Taxes went up in California again this July. Operators are dropping like flies, turning gray or going back to the full legacy market to survive. And it’s not just California. In New York, regulators can’t seem to get out of their own way. In Michigan and Oregon, prices have cratered. In Florida, people are still getting arrested for possession while the state licenses vertical giants to dominate the market.
Federal rescheduling? Still stuck in a bureaucratic holding pattern while the Drug Enforcement Administration dithers. People are celebrating headlines like “Cannabis might be reclassified someday,” while folks like Daniel Muessig are just now getting out after serving federal time for selling weed.

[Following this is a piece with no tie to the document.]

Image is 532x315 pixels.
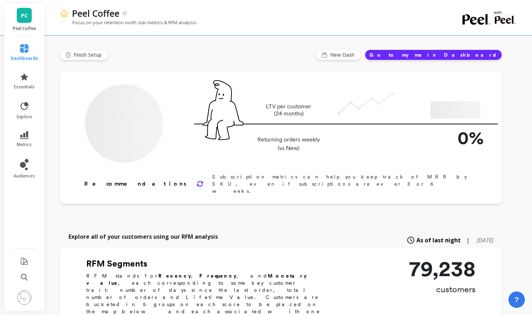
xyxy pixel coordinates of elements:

The only difference is paperwork and some fees — same plant, different system, depending on your ZIP code, skin color or capitalization table.

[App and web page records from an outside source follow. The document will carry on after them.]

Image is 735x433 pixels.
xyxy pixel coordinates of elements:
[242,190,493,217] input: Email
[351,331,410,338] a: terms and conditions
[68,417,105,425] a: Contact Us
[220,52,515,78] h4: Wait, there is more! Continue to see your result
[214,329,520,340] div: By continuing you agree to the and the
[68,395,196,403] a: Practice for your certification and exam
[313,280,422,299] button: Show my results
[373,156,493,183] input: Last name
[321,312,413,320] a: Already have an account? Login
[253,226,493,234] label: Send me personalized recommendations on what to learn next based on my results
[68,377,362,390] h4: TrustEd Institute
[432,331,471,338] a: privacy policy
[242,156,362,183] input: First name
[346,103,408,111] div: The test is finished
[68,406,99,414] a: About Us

Mainstream media has mostly bounced. Too broke and bored to keep covering a slow-motion crisis. But as always, when the fair-weather folks dip out, the real ones step in.

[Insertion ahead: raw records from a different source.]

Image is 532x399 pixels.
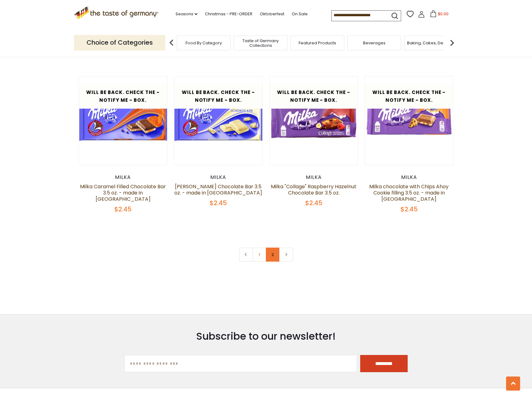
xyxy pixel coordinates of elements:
[79,174,168,181] div: Milka
[292,10,308,18] a: On Sale
[305,198,322,207] span: $2.45
[365,174,454,181] div: Milka
[124,330,408,342] h3: Subscribe to our newsletter!
[369,183,449,202] a: Milka chocolate with Chips Ahoy Cookie filling 3.5 oz. - made in [GEOGRAPHIC_DATA]
[253,247,266,262] a: 1
[175,10,198,18] a: Seasons
[299,41,336,45] a: Featured Products
[407,41,455,45] a: Baking, Cakes, Desserts
[175,77,263,165] img: Milka
[185,41,222,45] a: Food By Category
[210,198,227,207] span: $2.45
[174,174,263,181] div: Milka
[438,11,449,16] span: $0.00
[175,183,262,196] a: [PERSON_NAME] Chocolate Bar 3.5 oz. - made in [GEOGRAPHIC_DATA]
[400,205,418,213] span: $2.45
[79,77,167,165] img: Milka
[205,10,253,18] a: Christmas - PRE-ORDER
[260,10,284,18] a: Oktoberfest
[270,77,358,165] img: Milka
[114,205,132,213] span: $2.45
[446,36,458,49] img: next arrow
[271,183,357,196] a: Milka "Collage" Raspberry Hazelnut Chocolate Bar 3.5 oz.
[74,35,165,50] p: Choice of Categories
[269,174,358,181] div: Milka
[363,41,386,45] a: Beverages
[236,39,285,48] a: Taste of Germany Collections
[426,10,452,20] button: $0.00
[80,183,166,202] a: Milka Caramel Filled Chocolate Bar 3.5 oz. - made in [GEOGRAPHIC_DATA]
[365,77,453,165] img: Milka
[165,36,178,49] img: previous arrow
[266,247,280,262] a: 2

What we’re seeing now is a Cannabis cultural correction. A hard one. A necessary one. Big players are collapsing under their own bloat. Small brands, the ones that never took shortcuts, are finally finding breathing room. People are getting creative again. Events are fewer in number, but better. More DIY, more intentional and more us. The market may be punishing, but it’s starting to reward authenticity.
This shift isn’t limited to one region. It’s happening in pockets everywhere — from sesh spots in Detroit to community grows in Maine to backyard pop-ups in the Inland Empire. Cannabis culture, the real kind, was never confined to dispensary walls. It’s in smoke circles, kitchens, underground shows, WhatsApp and Discord groups and living room bag drops. Always has been.
The people still in the culture are not here because it’s trendy. They’re here because they never left. Because they fought to get in and stayed when things got worse. Because they believe in the plant and the culture that grew up around it. The culture that’s been raided, taxed, arrested, ghosted and gaslit. But if you’re reading this, chances are, you’re still standing.
This next chapter, whatever’s coming, might not be easier. But Cannabis culture is resilient and well-suited for this moment. It’s essential to hold on to what’s ours.